After more than three decades in finance and accounting, Joffre Enrico Dominguez had the credentials to speak at any corporate boardroom. As a CFO, he was fluent in the language of balance sheets, forecasts, and P&Ls.
But when he decided to pivot toward financial literacy advocacy, he hit a surprising roadblock—not with the concepts, but with the communication.
“I needed to speak the language of the common man,” Dominguez told Financial Adviser PH. “The financial world speaks in acronyms and jargon. But most Filipinos don’t live in that world.”
And so began his journey—not just to teach finance, but to translate it for the 90% of Filipinos who are too often left out of the conversation.
From boardrooms to barangays
Dominguez realized that while he could easily connect with other professionals, he was struggling to reach the everyday workers he wanted to help.
“I could talk to CFOs and bank managers all day. We’d swap numbers and strategies,” he said. “But try explaining compound interest to someone who lives paycheck to paycheck—it doesn’t land the same way.”
That disconnect led him to the Registered Financial Planner (RFP) program, where he learned how to reframe complex ideas into simple, actionable lessons.
“RFP helped me cut across audiences. It taught me how to take my experience and deliver it in a way that makes sense to someone who’s never seen a spreadsheet.”
Why democratizing finance requires humility
Dominguez told Financial Adviser PH that one of the biggest shifts wasn’t technical—it was emotional.
“You have to drop the ego,” he said. “If you walk into a room thinking you’re the expert, people tune you out. But if you listen, relate, and speak plainly—they listen.”
That humility has opened doors for him to teach across sectors: from CD classes to private companies to the Philippine Navy, where even a captain—an RFP graduate himself—invited him to speak.
And in every talk, no matter the audience, Dominguez focuses on one thing: making financial education feel accessible, not intimidating.
“The real challenge isn’t teaching finance. It’s making people feel like it’s for them.”
One of Dominguez’s biggest takeaways? People don’t think financial literacy applies to them—until someone shows them it does.
He uses real-life stories, not formulas. Visual props, not Excel sheets. And above all, language that respects where people are.
In his sessions, he often shares behavioral finance insights using familiar metaphors—like the “sari-sari store mindset” of thinking small purchases don’t add up, even though they always do.
What he wants every Filipino to understand
Dominguez believes that every Filipino—regardless of background—deserves the tools to manage money with confidence.
“Financial education isn’t just for the rich. It’s not for finance majors. It’s for everyone,” he said. “Because when more people understand how to save, budget, and grow money, the entire country benefits.”
A mission bigger than numbers
Today, Dominguez isn’t just a finance expert—he’s a storyteller, translator, and community educator. And the impact goes far beyond charts and calculators.
“The more knowledge we share, the stronger the nation becomes,” he told Financial Adviser PH. “Financial literacy isn’t about sounding smart. It’s about helping people live better lives.”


- **Required work**:
Nothing but the lines from the one containing "Image is 787x380 pixels." through the one containing "Image is 749x560 pixels.", both included, should be given again, each exactly as written below.

(Provided data begins)

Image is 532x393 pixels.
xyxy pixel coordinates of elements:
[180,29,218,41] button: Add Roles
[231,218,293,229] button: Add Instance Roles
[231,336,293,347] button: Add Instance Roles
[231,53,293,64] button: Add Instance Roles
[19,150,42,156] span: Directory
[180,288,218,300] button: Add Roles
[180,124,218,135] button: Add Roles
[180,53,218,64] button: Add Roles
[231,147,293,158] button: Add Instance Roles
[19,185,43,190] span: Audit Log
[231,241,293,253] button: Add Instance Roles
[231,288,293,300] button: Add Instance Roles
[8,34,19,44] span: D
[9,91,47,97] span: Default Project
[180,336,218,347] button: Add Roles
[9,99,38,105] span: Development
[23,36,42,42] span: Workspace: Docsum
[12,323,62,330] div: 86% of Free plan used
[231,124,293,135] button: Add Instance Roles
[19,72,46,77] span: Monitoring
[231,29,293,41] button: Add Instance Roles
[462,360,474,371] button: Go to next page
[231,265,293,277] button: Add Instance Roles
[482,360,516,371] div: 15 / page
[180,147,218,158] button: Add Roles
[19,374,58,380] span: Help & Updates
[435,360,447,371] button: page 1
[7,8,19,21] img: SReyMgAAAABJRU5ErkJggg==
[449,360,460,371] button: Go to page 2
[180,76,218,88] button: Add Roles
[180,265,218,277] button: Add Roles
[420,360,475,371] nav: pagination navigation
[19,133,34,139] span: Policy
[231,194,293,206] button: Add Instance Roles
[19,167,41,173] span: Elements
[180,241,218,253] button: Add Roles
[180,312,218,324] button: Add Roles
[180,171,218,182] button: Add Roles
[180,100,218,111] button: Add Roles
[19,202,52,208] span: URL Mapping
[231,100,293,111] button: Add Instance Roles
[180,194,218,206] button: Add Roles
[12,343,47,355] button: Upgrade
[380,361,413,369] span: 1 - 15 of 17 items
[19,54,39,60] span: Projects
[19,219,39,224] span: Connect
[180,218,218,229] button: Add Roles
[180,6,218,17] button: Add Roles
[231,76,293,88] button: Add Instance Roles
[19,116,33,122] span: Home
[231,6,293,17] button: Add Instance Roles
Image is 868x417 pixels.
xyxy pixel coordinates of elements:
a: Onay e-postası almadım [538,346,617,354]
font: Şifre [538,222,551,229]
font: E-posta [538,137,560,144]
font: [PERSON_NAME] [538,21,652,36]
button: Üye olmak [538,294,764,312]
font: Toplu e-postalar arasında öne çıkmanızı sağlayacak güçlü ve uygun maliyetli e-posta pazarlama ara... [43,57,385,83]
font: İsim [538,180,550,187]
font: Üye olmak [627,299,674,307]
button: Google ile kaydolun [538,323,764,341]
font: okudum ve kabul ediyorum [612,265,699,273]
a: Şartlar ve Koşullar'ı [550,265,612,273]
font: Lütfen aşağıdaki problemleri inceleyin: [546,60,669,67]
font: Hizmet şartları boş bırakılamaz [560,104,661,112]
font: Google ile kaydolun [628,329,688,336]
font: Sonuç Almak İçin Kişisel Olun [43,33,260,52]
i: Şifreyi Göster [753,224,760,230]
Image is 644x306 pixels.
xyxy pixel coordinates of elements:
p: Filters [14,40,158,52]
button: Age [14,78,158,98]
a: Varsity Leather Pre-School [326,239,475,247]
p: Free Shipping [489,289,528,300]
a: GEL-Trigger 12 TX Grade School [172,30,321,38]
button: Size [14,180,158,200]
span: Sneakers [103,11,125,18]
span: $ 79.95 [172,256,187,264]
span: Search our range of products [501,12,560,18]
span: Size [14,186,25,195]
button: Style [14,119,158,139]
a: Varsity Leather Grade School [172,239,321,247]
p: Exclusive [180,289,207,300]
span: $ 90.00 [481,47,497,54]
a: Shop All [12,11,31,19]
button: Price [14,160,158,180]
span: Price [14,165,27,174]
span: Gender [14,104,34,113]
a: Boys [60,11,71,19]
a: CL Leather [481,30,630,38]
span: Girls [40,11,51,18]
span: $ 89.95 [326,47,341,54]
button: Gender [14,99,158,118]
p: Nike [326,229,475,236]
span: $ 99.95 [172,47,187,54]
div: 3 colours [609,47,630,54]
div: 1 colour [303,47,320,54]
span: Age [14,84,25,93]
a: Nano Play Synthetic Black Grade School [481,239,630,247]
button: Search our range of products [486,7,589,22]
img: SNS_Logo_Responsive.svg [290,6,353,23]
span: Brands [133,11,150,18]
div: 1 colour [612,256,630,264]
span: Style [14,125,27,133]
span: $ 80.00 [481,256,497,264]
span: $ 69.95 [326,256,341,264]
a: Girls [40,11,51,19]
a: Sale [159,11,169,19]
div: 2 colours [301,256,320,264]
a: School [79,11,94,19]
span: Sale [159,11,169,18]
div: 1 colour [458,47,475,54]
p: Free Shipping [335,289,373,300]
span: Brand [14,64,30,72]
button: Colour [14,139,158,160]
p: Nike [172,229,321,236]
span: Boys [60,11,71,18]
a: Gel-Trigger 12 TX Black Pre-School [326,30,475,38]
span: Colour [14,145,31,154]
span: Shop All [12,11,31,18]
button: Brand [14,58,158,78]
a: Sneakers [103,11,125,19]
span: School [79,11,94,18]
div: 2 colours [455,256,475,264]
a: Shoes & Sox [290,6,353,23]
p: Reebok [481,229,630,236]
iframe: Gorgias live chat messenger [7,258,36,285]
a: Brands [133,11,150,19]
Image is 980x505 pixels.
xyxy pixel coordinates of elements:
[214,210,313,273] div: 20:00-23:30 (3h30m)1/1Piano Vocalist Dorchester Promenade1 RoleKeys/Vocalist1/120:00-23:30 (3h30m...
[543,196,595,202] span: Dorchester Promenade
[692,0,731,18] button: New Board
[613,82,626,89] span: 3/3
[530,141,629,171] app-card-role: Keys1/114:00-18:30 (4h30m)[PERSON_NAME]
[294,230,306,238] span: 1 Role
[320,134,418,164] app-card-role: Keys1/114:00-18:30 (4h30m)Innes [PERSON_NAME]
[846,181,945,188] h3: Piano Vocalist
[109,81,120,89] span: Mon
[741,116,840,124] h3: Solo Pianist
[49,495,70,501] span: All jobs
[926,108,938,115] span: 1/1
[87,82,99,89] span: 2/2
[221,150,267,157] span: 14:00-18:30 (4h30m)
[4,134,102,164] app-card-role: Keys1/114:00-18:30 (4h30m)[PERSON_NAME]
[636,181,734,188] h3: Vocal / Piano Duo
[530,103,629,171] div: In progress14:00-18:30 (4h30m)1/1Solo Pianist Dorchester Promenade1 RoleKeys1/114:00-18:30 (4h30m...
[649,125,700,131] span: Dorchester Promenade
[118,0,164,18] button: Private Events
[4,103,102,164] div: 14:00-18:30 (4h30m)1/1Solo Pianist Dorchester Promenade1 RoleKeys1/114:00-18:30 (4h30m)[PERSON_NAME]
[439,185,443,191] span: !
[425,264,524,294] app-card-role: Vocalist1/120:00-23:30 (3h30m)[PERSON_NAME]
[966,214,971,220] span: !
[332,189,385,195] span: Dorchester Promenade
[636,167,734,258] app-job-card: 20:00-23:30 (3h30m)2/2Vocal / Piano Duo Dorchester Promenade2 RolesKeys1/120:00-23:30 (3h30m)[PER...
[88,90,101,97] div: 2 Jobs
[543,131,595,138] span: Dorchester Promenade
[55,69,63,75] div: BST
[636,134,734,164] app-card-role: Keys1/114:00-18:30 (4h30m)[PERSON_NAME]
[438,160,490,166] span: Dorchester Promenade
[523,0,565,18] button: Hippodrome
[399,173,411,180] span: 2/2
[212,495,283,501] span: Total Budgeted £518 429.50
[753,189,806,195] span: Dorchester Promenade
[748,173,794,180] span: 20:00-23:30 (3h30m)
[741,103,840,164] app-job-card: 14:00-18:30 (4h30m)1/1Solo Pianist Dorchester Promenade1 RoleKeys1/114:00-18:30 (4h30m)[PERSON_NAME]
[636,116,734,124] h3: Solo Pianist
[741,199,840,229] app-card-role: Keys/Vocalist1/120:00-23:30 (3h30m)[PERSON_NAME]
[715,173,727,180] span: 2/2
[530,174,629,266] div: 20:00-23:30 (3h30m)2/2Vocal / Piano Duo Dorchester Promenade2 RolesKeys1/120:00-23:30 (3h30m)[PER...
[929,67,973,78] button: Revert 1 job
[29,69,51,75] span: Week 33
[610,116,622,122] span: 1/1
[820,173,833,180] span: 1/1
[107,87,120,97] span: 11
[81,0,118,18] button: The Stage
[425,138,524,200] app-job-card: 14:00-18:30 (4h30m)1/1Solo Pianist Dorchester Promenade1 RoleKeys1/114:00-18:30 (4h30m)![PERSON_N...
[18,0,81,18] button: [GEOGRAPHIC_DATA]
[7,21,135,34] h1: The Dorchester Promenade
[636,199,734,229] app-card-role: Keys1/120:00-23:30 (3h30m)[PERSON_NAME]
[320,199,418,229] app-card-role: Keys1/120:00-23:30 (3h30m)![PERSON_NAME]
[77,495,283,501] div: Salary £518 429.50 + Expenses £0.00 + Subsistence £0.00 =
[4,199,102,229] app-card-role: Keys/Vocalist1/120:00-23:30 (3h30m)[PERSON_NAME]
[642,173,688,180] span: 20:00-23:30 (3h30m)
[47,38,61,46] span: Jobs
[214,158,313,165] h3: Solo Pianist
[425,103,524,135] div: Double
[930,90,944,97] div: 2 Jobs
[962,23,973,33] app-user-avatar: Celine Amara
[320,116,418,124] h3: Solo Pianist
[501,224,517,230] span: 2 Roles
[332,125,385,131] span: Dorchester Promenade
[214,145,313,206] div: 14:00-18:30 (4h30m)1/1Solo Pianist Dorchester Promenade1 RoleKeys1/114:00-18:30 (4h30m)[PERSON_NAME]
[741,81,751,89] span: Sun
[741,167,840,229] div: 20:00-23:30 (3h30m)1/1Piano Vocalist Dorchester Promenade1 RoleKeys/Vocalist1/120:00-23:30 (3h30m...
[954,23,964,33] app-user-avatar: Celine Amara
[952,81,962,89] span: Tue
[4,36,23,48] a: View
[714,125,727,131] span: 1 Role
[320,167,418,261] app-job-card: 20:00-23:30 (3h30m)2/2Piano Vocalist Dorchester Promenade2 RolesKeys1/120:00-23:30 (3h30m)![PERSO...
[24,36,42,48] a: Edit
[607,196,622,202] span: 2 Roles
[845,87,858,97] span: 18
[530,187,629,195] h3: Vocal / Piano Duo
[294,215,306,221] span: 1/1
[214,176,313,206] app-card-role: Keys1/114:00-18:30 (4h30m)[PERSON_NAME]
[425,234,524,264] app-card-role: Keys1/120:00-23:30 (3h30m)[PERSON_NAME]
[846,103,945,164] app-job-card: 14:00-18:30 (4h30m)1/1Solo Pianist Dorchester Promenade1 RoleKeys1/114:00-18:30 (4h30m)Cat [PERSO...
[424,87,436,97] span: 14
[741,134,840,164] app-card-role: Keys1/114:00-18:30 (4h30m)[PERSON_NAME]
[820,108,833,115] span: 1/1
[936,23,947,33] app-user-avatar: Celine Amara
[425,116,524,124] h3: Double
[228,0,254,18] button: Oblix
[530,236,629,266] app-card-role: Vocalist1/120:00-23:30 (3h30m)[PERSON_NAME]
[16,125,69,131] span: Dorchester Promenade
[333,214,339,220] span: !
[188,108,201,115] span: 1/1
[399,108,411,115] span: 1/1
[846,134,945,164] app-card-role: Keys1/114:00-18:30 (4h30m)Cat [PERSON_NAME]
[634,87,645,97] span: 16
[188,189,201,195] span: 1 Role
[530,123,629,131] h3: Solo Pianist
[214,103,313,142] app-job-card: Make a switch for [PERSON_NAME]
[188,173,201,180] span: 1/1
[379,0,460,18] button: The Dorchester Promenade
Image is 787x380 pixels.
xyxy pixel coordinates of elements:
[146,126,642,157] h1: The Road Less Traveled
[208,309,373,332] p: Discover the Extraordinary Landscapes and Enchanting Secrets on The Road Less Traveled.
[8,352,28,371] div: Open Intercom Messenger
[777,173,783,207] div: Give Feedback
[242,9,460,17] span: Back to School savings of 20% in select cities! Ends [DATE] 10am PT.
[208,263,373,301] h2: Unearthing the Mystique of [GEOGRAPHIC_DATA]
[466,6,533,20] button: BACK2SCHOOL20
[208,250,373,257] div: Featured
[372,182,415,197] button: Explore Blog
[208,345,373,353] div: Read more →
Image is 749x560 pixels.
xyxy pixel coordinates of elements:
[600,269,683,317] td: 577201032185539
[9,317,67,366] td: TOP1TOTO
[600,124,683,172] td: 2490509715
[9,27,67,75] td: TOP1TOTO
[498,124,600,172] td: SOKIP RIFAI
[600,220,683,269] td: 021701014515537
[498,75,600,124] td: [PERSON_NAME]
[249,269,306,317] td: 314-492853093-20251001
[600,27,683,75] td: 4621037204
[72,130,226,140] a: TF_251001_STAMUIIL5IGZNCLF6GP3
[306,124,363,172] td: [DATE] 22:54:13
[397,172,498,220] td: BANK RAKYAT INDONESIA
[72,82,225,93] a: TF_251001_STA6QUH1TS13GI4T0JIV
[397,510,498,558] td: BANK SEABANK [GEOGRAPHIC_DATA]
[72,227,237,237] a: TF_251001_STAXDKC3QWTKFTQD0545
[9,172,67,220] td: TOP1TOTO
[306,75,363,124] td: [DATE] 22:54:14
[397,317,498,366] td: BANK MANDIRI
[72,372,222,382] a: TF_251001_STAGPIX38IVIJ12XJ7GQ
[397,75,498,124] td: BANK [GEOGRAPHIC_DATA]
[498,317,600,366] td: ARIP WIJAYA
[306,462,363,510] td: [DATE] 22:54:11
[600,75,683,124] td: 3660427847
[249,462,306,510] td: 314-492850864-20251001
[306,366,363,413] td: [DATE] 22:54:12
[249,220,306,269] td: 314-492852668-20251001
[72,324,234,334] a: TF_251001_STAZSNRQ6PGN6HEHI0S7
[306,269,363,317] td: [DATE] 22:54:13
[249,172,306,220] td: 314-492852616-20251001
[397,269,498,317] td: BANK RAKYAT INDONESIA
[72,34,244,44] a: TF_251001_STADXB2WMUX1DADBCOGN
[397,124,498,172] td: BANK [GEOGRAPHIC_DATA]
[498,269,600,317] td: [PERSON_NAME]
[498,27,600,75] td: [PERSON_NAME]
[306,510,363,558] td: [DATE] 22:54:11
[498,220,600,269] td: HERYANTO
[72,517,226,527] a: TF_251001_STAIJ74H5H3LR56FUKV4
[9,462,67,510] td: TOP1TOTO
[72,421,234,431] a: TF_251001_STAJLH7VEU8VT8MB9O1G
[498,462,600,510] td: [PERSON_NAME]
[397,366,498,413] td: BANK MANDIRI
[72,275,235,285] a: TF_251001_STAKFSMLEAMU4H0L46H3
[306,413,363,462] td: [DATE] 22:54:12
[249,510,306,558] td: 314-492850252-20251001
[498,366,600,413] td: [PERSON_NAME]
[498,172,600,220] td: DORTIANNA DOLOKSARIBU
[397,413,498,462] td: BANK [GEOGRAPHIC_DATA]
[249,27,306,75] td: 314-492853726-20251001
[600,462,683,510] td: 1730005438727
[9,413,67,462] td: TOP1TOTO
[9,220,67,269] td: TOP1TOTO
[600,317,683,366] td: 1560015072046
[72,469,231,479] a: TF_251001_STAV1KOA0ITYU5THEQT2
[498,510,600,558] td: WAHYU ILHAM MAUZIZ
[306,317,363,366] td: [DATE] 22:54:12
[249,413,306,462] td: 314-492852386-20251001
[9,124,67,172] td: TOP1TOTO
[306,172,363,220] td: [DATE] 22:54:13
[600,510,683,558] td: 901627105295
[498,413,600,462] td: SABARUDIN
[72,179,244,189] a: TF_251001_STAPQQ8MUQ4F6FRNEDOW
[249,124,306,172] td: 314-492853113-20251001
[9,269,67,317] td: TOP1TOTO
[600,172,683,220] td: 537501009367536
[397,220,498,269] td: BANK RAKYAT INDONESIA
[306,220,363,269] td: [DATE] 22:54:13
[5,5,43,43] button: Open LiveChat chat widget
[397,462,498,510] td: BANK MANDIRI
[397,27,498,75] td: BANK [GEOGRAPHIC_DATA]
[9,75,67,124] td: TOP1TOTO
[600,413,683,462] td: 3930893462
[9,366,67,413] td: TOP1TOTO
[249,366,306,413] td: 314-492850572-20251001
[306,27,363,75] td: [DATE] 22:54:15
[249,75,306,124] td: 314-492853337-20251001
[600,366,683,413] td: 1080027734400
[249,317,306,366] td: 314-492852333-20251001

(Provided data ends)

- **Answer below**:
Image is 787x380 pixels.
xyxy pixel coordinates of elements:
[146,126,642,157] h1: The Road Less Traveled
[208,309,373,332] p: Discover the Extraordinary Landscapes and Enchanting Secrets on The Road Less Traveled.
[8,352,28,371] div: Open Intercom Messenger
[777,173,783,207] div: Give Feedback
[242,9,460,17] span: Back to School savings of 20% in select cities! Ends [DATE] 10am PT.
[208,263,373,301] h2: Unearthing the Mystique of [GEOGRAPHIC_DATA]
[466,6,533,20] button: BACK2SCHOOL20
[208,250,373,257] div: Featured
[372,182,415,197] button: Explore Blog
[208,345,373,353] div: Read more →
Image is 749x560 pixels.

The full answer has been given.